(Photo Credits: Kaitlin Hill’s Instagram & Margaret Stewart)
By Margaret Stewart
Kaitlin Hill has been a dancer all her life. Like many young girls, her parents were the first ones to enroll her in her first dance class.
“It was just one of those things that my parents put me in,” Hill said. “I did it for fun a couple times a week and it was just one of those things that was like 30 minutes of tap, 30 minutes of jazz and one hour of ballet so it was not serious at all.”
After her move to North Carolina, Hill went to Triangle Youth Ballet where she first experienced performing ballets in their entirety.

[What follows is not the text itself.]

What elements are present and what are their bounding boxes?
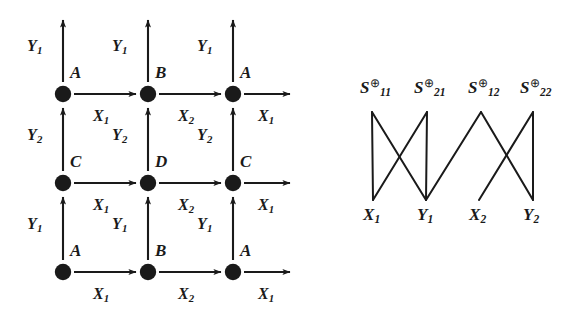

The productions were more demanding than the more traditional recitals forcing Hill to take her craft and her self more seriously.
“We did “Dracula” or “Giselle” in the fall, then we’d do “The Nutcracker” and then a spring concert,” Hill said.
These performances drove Hill’s passion to pursue ballet further. She applied and danced in a summer intensive hosted by The Los Angeles Ballet at the age of 15 and got in. The next summer, Hill applied to another Los Angeles summer intensive hosted by Joffery Ballet School. Not only was she offered a spot in the intensive, Hill was invited to attend the school based in New York City.
At 16, Hill moved to New York City with her father and began to live and breathe all things ballet.
“The thing with the summer intensive is that it is such a short period of time and there is such a wide range of people coming from all over. I think it is a really good experience but it is completely different to the dedication that is required of you when you are a full time student because you’re not just taking ballet class,” Hill said. “You’re taking partnering, you’re taking Cunningham, we had Horton, you’re taking anatomy, you’re taking all sorts of classes. It’s a conservatory based program.”
Naturally, Hill’s schedule demanded physical, and mental, exhaustion.
“Your body is just screaming at you and sometimes you’re like ‘why am I doing this,'” Hill said.
The Joffery program is three years long. By the time Hill was wrapping up in The Big Apple, she was a senior and searching for colleges.
“There was a booth at one of our performances highlighting different dancing programs and Brockport was there,” Hill said.
Hill came to The College at Brockport in the fall of 2017 having already been accepted to the Department of Dance, but physically unable to participate.
“When I first came in I wasn’t dancing,” Hill said. “I had an OCD lesion of my talus bone. So, it was just a little bit of bone that just chipped away and broke off and the cartilage surrounding it died and then it was just floating in my ankle for a couple months.”
The injury was from the constant wear and tear on the same part of her foot, day in and day out. Hill says that her time in recovery, though four months longer than she originally anticipated, helped her grow not only as a dancer but as a person.
“All of a sudden I had to shape this whole new identity,” Hill said. “I didn’t know how to be a person anymore so I had to find other things that I was passionate about, other things that I was interested in hat I hadn’t really had the time to pursue.”
While Hill knows she has a long road ahead of her, she is grateful for the time she had to grow.
“Growth isn’t linear and progress isn’t linear and it’s not about getting back to the way I used to dance, but learning how to dance in a new body and learning how to navigate the place I’m at today,” Hill said. “Trying not to compare myself so much to others and not trying to compare myself to 16 year old me because I do not have the body I had when I was 16, I just don’t and that’s okay.”
Still actively choosing dance, Hill works to follow her passion no matter the obstacles.
“For me, it wasn’t really a choice. I was always dancing and it’s something I have to do,” Hill said.